The red brittle star captured scientific attention three decades ago thanks to its dramatic change in colour between day and night and its strong aversion to light.
Now scientists believe Ophiocoma wendtii, a relative to sea stars and sea urchins, has another trick up its sleeve.
Writing in the journal Current Biology, an international team led by Lauren Sumner-Rooney from Oxford University Museum of Natural History, UK, suggests O. wendtii uses colour change to navigate its way through coral reefs.
With colleagues from Germany’s Museum für Naturkunde, Lund University in Sweden, and the Georgia Institute of Technology, US, Sumner-Rooney ran hundreds of behavioural experiments to test the brittle stars’ “eyesight”.
“These experiments gave us not only the first evidence that any brittle star is able to see, but only the second known example of vision in any animal lacking eyes,” she says.
The animals were able to seek out areas of contrast, which the researchers think may mimic structures that could offer shelter from predators.
Although it appears that their vision is very coarse, on the crowded tropical reefs disturbed brittle stars never have to look too far to make a dash for the nearest cover.
“It’s a very exciting discovery,” Sumner-Rooney says. “It had been suggested 30 years ago that changing colour might hold the key to light-sensitivity in Ophiocoma, so we’re very happy to be able to fill in some of the gaps that remained and describe this new mechanism.”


● ABOUT THIS TASK: Report every line from the material that contains the word "name".

━━━━

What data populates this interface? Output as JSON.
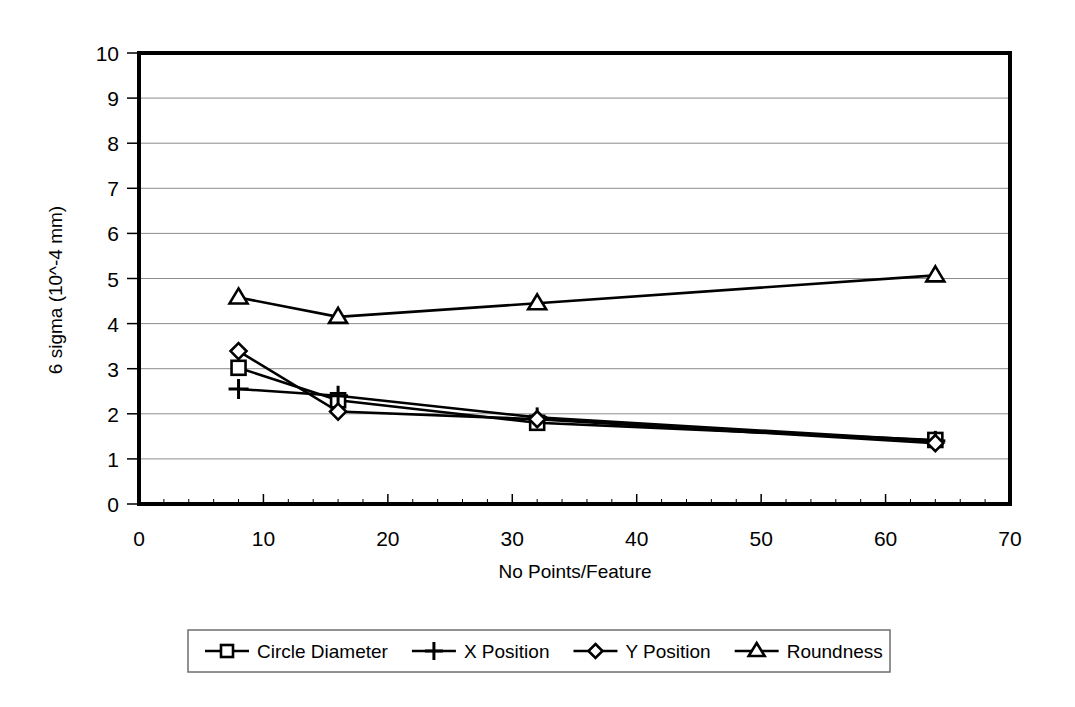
{
  "chart_data": {
    "type": "line",
    "title": "",
    "xlabel": "No Points/Feature",
    "ylabel": "6 sigma (10^-4 mm)",
    "x": [
      8,
      16,
      32,
      64
    ],
    "xlim": [
      0,
      70
    ],
    "ylim": [
      0,
      10
    ],
    "xticks": [
      "0",
      "10",
      "20",
      "30",
      "40",
      "50",
      "60",
      "70"
    ],
    "xtick_values": [
      0,
      10,
      20,
      30,
      40,
      50,
      60,
      70
    ],
    "yticks": [
      "0",
      "1",
      "2",
      "3",
      "4",
      "5",
      "6",
      "7",
      "8",
      "9",
      "10"
    ],
    "ytick_values": [
      0,
      1,
      2,
      3,
      4,
      5,
      6,
      7,
      8,
      9,
      10
    ],
    "grid": "horizontal",
    "legend_position": "bottom",
    "series": [
      {
        "name": "Circle Diameter",
        "marker": "square",
        "values": [
          3.02,
          2.3,
          1.8,
          1.42
        ]
      },
      {
        "name": "X Position",
        "marker": "plus",
        "values": [
          2.55,
          2.4,
          1.92,
          1.4
        ]
      },
      {
        "name": "Y Position",
        "marker": "diamond",
        "values": [
          3.39,
          2.05,
          1.88,
          1.35
        ]
      },
      {
        "name": "Roundness",
        "marker": "triangle",
        "values": [
          4.58,
          4.15,
          4.45,
          5.07
        ]
      }
    ],
    "colors": {
      "line": "#000000",
      "marker_fill": "#ffffff",
      "grid": "#8c8c8c",
      "frame": "#000000",
      "background": "#ffffff"
    }
  },
  "axis": {
    "y_title": "6 sigma (10^-4 mm)",
    "x_title": "No Points/Feature"
  },
  "legend": {
    "items": [
      {
        "label": "Circle Diameter",
        "marker": "square-marker"
      },
      {
        "label": "X Position",
        "marker": "plus-marker"
      },
      {
        "label": "Y Position",
        "marker": "diamond-marker"
      },
      {
        "label": "Roundness",
        "marker": "triangle-marker"
      }
    ]
  }
}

━━━━

● TASK OUTPUT:
        "name": "Circle Diameter",
        "name": "X Position",
        "name": "Y Position",
        "name": "Roundness",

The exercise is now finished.